Spider Monkey Mission

Cummings School alumni and faculty members team up to help a monkey victim of the illegal pet trade

The young spider monkey was no more than a year old when her mother was killed. Poachers in Belize had shot her so they could sell the young monkey as a pet. The shotgun blast knocked the small monkey clear of the tree where she was being cradled by her mother—shattering her right arm, dislocating her tail, and peppering her body with shot pellets.

Realizing the baby monkey was too damaged to be sold, the poachers tied her up and left her. She went without food or water for three days before a concerned passerby notified the Belize Forest Department. They rushed her to the Wildtracks Primate and Manatee Rehabilitation Center, which works to protect the country’s endangered spider and howler monkeys by rehabilitating confiscated animals so they can return to the wild.

The spider monkey, now named Izzie, had a severe injury, but she had helpers from afar looking after her welfare. “It was [an open] fracture, and she had developed ulcers where the bone was protruding because she had gone without care for so long,” said Molly Reeve, VG14, executive director of Wildtracks USA, the U.S. fundraising arm of the Central American conservation group that took on Izzie’s case. “We had a lot of trouble finding a surgeon to help fix it.”

“Considering that it was questionable whether the arm could be saved, her use of it even at the current level is tremendous,” said Paul Walker, co-founder of Wildtracks. Photo: Wildtracks USA“Considering that it was questionable whether the arm could be saved, her use of it even at the current level is tremendous,” said Paul Walker, co-founder of Wildtracks. Photo: Wildtracks USA
Finally, after a month, Wildtracks found a veterinarian willing to travel to Belize for the surgery. He stabilized Izzie’s injury with an implanted metal plate, and she made a full recovery. Izzie was getting ready to be released along with four other spider monkeys when she took a tumble in their enclosure—breaking the same arm again.

Because of the size and strength of the metal plate, the bone weakened instead of growing stronger, Reeve explained. “This second fracture happened right at the base of the plate.”

Reeve shared Izzie’s plight with wildlife veterinarian Chris Whittier, V97, director of Cummings School’s M.S. in conversation medicine program, where Reeve received her graduate degree. Whittier introduced her to Rob McCarthy, V83, an associate professor and veterinary surgeon at Cummings School who frequently combines vacation travel with providing care for under-served animals abroad.

Together, the two alumni hatched a plan to save Izzie. McCarthy would fly to Belize on a Saturday morning, perform the operation that afternoon in a veterinary clinic in Belize City (with Reeve transporting Izzie the few hours south from Wildtracks’ sanctuary), before flying home the next morning.

“I was at work at Tufts on Friday, and I had surgery scheduled in Massachusetts on Monday—that was the window I had to do it,” explained McCarthy, who operates a mobile surgery practice in addition to his work at Cummings School.

He packed the surgical implants in his carry-on and stowed the rest of his surgical equipment in a checked suitcase—a bag that unfortunately missed the tight connection in New Jersey. When he landed in Belize after seven hours of travel, McCarthy said, “I had the plates and screws for the arm, but no way to put them on. I had no power drill, drapes, gauze, sponges, or surgical instruments.”

McCarthy did have a Plan B, however. He knew it was possible to use a normal power tool in surgery, as long as it has been properly sterilized. “The heat of the autoclave will sort of melt a retail drill, so you can’t sterilize it more than once or twice,” said McCarthy, who finally found a suitable drill after scouring Belize City for hours in the 100-degree heat.

The surgery itself normally is fairly straightforward—comparable to doing a repair on a human arm—but Izzie’s second break was a mess. “Fresh factures are not that difficult to repair, but it’s trickier when bone has been broken for a while.” Izzie’s arm had loads of scar tissue, and the bone was in splinters. “You also can’t put metal across metal, so I had to get all the old plate off. It took quite a while,” McCarthy said.

Today, four months post-surgery, Izzie is in good spirits, and slowly but increasingly using her right arm again. “Considering that it was questionable whether the arm could be saved, her use of it even at the current level is tremendous,” said Paul Walker, co-founder of Wildtracks. He said Izzie’s use of the arm looks likely to grow as she gains more confidence and that, even though her arm use will have to improve significantly for her to pass suitability-for-release assessments, returning to the wild “is by no means off the cards at this stage.”

Wildtracks has taken in 132 confiscated howler and spider monkeys—and already released seventy-three—since Belize adopted a zero-tolerance policy for the illegal trafficking of monkeys as pets in 2012.

“We just released our first group of four spider monkeys in Belize earlier this year, around the same time I went down there with Rob for Izzie’s surgery,” Reeve said. “They have a huge territory and move quickly, but so far, so good. Izzie is a special monkey. Hopefully, she will someday be a part of that.”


Would you copy out each line of the records below that includes the word "production"?
····················
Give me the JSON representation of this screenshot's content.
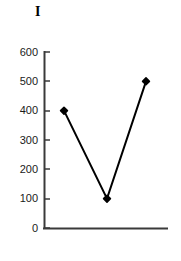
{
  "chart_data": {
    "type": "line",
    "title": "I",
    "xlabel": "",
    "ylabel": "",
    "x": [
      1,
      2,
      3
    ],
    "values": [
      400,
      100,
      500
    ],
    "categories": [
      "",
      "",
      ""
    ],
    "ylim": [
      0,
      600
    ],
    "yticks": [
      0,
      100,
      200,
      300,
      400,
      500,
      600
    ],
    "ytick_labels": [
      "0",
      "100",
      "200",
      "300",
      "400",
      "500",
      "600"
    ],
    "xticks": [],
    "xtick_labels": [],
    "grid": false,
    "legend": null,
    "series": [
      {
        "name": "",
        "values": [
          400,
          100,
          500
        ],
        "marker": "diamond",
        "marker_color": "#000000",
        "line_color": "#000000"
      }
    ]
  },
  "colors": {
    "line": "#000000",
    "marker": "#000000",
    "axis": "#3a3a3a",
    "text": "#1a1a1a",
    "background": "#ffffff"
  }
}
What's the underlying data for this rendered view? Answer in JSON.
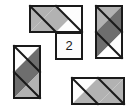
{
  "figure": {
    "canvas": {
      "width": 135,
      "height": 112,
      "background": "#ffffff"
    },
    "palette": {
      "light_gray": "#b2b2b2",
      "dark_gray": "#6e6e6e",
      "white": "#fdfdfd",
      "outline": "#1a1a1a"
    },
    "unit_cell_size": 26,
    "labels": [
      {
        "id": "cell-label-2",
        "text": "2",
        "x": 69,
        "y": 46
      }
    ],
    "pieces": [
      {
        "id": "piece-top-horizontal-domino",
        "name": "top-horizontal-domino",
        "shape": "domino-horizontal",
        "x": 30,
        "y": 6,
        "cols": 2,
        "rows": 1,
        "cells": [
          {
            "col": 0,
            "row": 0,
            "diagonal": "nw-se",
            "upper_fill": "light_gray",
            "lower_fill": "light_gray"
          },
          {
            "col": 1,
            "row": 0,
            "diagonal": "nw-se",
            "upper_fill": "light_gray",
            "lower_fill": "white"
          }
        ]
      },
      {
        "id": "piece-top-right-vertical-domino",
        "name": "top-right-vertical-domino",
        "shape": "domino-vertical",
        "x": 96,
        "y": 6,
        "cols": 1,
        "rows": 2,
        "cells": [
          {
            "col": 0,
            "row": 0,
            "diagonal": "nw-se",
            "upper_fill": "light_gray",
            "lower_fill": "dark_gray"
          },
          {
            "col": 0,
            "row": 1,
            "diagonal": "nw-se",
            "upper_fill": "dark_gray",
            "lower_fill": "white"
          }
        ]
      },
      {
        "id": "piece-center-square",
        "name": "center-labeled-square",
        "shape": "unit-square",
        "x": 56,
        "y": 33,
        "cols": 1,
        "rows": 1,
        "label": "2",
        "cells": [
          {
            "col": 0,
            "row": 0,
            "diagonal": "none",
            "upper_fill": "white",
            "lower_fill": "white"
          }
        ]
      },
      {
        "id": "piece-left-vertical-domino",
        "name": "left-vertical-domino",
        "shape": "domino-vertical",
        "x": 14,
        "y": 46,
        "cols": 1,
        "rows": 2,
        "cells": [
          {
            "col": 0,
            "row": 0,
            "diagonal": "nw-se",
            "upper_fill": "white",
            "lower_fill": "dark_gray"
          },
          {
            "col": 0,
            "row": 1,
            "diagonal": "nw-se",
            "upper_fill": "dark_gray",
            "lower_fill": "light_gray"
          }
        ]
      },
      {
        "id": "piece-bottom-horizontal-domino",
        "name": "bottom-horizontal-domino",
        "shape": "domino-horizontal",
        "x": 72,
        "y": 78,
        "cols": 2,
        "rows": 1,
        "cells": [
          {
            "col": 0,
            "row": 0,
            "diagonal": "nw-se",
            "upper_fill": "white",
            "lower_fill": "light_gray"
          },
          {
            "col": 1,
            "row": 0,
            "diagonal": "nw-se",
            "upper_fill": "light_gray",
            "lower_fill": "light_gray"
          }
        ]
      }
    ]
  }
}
····················
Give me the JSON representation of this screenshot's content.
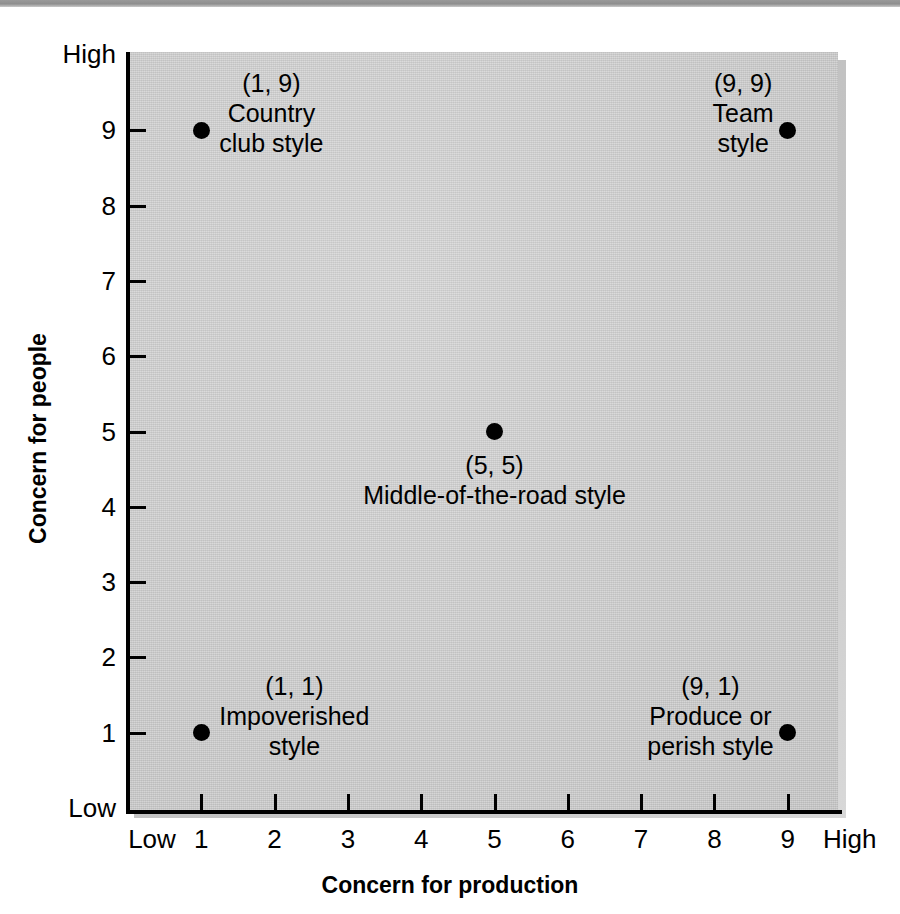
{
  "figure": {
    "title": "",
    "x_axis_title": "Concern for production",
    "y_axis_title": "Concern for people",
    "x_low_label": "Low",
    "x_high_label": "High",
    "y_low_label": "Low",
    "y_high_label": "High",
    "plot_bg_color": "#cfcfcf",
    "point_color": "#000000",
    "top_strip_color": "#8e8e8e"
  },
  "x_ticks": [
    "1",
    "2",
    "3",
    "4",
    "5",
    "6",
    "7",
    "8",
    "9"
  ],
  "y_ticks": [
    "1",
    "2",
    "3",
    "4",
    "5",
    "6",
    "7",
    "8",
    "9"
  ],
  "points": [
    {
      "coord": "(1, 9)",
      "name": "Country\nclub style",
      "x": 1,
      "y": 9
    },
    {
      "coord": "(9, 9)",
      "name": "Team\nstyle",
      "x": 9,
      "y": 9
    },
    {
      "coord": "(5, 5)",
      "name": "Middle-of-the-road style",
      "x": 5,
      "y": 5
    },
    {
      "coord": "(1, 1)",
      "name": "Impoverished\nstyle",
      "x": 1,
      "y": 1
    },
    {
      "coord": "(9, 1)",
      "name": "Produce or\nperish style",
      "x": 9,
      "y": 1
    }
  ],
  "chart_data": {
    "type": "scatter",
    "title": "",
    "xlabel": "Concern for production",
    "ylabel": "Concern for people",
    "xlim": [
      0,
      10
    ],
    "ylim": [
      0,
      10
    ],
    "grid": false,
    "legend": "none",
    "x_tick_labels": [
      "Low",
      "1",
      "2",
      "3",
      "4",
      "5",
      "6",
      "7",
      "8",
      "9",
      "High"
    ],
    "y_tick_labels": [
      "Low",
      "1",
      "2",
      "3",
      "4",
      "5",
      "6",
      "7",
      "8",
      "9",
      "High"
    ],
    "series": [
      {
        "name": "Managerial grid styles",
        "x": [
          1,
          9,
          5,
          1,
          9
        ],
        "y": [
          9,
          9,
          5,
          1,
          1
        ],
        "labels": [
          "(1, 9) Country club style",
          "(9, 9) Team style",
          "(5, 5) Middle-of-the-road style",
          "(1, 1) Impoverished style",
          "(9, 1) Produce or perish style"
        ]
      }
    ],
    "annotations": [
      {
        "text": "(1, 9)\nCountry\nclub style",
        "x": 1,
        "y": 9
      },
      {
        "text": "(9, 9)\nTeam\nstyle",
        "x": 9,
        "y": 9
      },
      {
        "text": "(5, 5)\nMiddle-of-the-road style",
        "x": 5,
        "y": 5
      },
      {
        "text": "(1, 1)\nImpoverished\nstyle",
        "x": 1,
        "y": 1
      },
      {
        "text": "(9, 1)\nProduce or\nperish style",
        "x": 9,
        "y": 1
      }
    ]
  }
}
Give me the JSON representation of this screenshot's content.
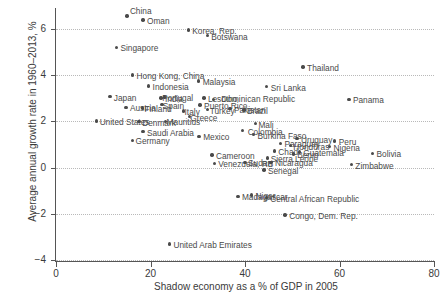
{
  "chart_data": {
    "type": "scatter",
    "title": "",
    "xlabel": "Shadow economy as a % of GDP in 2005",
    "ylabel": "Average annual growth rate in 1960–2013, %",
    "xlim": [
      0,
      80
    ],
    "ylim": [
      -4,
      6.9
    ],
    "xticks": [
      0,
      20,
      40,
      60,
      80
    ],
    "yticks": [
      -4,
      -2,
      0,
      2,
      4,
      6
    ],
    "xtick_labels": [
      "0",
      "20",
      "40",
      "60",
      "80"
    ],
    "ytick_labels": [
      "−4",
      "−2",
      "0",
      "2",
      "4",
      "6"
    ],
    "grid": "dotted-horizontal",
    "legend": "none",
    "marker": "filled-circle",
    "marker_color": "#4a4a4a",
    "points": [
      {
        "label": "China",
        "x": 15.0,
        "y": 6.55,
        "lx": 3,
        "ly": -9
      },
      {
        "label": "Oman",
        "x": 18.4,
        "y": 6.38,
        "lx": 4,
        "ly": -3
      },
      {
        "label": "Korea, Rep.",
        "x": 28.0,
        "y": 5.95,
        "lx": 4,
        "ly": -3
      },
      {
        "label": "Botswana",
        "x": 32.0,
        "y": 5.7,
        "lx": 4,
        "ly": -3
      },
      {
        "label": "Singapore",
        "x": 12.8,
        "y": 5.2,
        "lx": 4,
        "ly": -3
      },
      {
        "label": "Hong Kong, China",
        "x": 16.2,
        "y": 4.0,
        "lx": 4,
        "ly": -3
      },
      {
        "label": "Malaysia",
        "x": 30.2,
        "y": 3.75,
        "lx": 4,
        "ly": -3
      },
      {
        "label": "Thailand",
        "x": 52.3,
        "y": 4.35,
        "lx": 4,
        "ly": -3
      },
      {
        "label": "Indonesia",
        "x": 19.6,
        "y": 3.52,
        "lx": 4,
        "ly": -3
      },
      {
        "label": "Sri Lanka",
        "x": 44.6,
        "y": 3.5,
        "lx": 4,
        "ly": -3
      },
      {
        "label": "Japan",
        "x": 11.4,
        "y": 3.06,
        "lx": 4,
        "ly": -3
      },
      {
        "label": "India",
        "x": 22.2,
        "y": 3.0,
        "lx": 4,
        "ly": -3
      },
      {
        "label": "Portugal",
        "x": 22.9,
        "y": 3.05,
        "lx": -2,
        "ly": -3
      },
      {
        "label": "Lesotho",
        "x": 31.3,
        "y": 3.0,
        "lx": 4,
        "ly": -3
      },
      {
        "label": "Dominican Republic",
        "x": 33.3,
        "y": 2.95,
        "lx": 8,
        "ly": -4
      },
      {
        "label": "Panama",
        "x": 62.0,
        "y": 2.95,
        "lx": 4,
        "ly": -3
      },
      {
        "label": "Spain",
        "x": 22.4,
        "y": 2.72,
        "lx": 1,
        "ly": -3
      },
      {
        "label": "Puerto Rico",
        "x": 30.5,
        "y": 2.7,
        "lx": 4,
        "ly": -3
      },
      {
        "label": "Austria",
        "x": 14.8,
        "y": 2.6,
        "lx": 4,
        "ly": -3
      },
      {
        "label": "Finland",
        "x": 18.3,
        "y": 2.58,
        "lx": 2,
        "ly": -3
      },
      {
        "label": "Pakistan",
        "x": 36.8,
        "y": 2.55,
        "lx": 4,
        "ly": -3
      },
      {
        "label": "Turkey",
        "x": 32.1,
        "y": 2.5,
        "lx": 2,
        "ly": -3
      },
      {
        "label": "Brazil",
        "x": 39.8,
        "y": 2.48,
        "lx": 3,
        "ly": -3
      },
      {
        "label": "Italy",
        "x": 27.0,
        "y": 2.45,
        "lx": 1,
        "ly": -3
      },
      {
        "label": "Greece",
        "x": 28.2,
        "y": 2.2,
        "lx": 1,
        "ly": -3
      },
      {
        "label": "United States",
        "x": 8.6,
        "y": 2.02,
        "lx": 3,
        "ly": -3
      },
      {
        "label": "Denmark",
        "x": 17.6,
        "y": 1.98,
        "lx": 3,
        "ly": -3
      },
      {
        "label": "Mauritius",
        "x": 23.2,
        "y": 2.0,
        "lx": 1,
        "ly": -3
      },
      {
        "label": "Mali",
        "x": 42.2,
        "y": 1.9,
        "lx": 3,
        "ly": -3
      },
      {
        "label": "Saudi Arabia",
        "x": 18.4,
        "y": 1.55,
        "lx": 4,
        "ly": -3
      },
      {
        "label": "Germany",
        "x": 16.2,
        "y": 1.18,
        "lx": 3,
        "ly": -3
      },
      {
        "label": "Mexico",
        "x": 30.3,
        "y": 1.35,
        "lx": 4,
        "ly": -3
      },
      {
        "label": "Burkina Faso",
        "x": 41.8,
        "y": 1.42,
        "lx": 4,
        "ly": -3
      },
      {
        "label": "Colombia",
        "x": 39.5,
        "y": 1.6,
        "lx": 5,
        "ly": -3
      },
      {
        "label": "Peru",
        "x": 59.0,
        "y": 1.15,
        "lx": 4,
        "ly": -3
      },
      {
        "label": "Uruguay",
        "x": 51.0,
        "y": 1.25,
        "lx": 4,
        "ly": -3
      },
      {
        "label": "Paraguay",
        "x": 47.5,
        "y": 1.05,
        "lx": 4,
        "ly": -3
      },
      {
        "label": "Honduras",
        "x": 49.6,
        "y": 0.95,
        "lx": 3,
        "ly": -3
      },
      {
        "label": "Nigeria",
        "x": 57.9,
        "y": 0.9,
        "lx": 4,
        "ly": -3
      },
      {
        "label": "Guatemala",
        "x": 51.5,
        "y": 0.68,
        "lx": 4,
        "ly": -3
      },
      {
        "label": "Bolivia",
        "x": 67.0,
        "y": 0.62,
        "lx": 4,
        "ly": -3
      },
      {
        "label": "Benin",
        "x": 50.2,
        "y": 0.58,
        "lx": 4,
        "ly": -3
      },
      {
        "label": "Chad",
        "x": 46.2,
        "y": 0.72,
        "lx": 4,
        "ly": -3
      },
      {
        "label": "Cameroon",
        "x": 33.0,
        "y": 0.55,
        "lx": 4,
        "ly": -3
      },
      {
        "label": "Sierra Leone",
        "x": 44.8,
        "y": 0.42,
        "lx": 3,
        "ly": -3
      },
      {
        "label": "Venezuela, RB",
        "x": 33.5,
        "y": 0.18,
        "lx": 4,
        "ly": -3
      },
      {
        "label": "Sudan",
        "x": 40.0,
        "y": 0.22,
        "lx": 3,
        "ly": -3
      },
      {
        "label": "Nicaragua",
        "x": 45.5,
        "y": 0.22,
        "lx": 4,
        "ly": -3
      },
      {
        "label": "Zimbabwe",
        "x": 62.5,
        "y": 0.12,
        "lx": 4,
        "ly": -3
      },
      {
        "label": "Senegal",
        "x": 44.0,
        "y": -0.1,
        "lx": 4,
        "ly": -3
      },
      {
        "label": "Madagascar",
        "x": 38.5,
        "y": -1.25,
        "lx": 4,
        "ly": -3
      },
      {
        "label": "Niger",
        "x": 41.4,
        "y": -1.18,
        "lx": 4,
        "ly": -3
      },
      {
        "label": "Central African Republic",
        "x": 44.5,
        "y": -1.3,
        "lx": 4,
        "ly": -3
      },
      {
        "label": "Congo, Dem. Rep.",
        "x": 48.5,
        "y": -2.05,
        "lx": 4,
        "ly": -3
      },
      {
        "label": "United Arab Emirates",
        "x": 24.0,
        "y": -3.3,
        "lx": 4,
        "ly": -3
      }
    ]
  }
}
····················
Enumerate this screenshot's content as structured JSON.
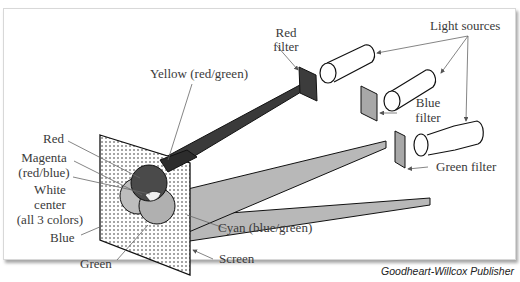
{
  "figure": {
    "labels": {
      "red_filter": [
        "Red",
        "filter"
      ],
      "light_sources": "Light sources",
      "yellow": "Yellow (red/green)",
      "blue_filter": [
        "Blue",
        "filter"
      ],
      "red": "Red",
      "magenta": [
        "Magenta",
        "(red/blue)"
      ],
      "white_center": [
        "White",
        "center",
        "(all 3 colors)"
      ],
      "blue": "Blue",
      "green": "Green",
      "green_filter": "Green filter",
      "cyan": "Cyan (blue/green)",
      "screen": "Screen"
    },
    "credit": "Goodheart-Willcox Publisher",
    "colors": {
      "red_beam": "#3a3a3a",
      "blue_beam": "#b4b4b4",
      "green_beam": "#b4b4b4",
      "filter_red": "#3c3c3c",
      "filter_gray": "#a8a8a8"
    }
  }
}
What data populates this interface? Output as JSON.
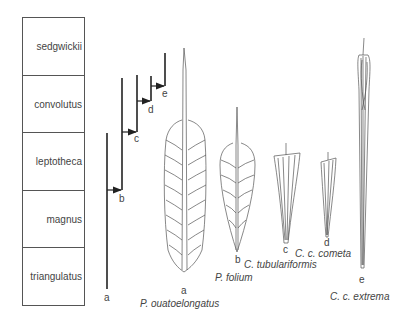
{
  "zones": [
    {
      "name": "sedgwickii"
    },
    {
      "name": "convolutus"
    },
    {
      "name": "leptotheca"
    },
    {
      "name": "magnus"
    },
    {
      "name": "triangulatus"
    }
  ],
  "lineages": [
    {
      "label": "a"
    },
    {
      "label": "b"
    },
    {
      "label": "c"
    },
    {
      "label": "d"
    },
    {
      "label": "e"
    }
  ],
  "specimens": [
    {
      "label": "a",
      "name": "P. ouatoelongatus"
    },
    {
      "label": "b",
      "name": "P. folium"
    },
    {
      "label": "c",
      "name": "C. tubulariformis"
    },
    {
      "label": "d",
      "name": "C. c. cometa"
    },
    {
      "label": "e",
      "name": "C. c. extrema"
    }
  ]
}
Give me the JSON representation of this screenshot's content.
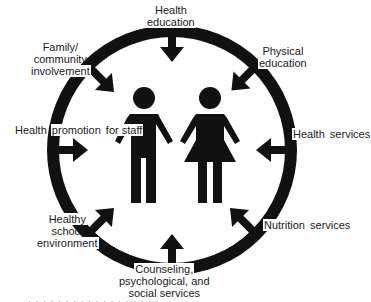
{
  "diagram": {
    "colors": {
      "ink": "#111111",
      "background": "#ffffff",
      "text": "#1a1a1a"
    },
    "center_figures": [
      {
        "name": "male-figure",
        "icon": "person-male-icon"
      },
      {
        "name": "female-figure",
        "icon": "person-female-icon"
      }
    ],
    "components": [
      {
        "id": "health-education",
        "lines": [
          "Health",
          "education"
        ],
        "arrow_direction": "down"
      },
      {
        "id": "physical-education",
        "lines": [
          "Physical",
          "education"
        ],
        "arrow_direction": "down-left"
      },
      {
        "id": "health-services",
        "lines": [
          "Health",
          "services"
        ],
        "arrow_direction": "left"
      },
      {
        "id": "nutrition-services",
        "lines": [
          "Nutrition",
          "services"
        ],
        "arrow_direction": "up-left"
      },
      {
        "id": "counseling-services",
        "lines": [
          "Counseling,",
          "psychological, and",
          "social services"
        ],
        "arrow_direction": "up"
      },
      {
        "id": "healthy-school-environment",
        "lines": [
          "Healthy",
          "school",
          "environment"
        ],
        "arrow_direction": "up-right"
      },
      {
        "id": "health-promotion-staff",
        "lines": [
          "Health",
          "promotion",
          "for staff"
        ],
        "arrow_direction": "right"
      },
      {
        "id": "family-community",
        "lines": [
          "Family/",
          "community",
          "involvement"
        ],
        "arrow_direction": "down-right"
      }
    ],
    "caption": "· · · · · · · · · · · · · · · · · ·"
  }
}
····················
* **Completed exercise**
    "x_axis_title": "Concern for production",
    "xlabel": "Concern for production",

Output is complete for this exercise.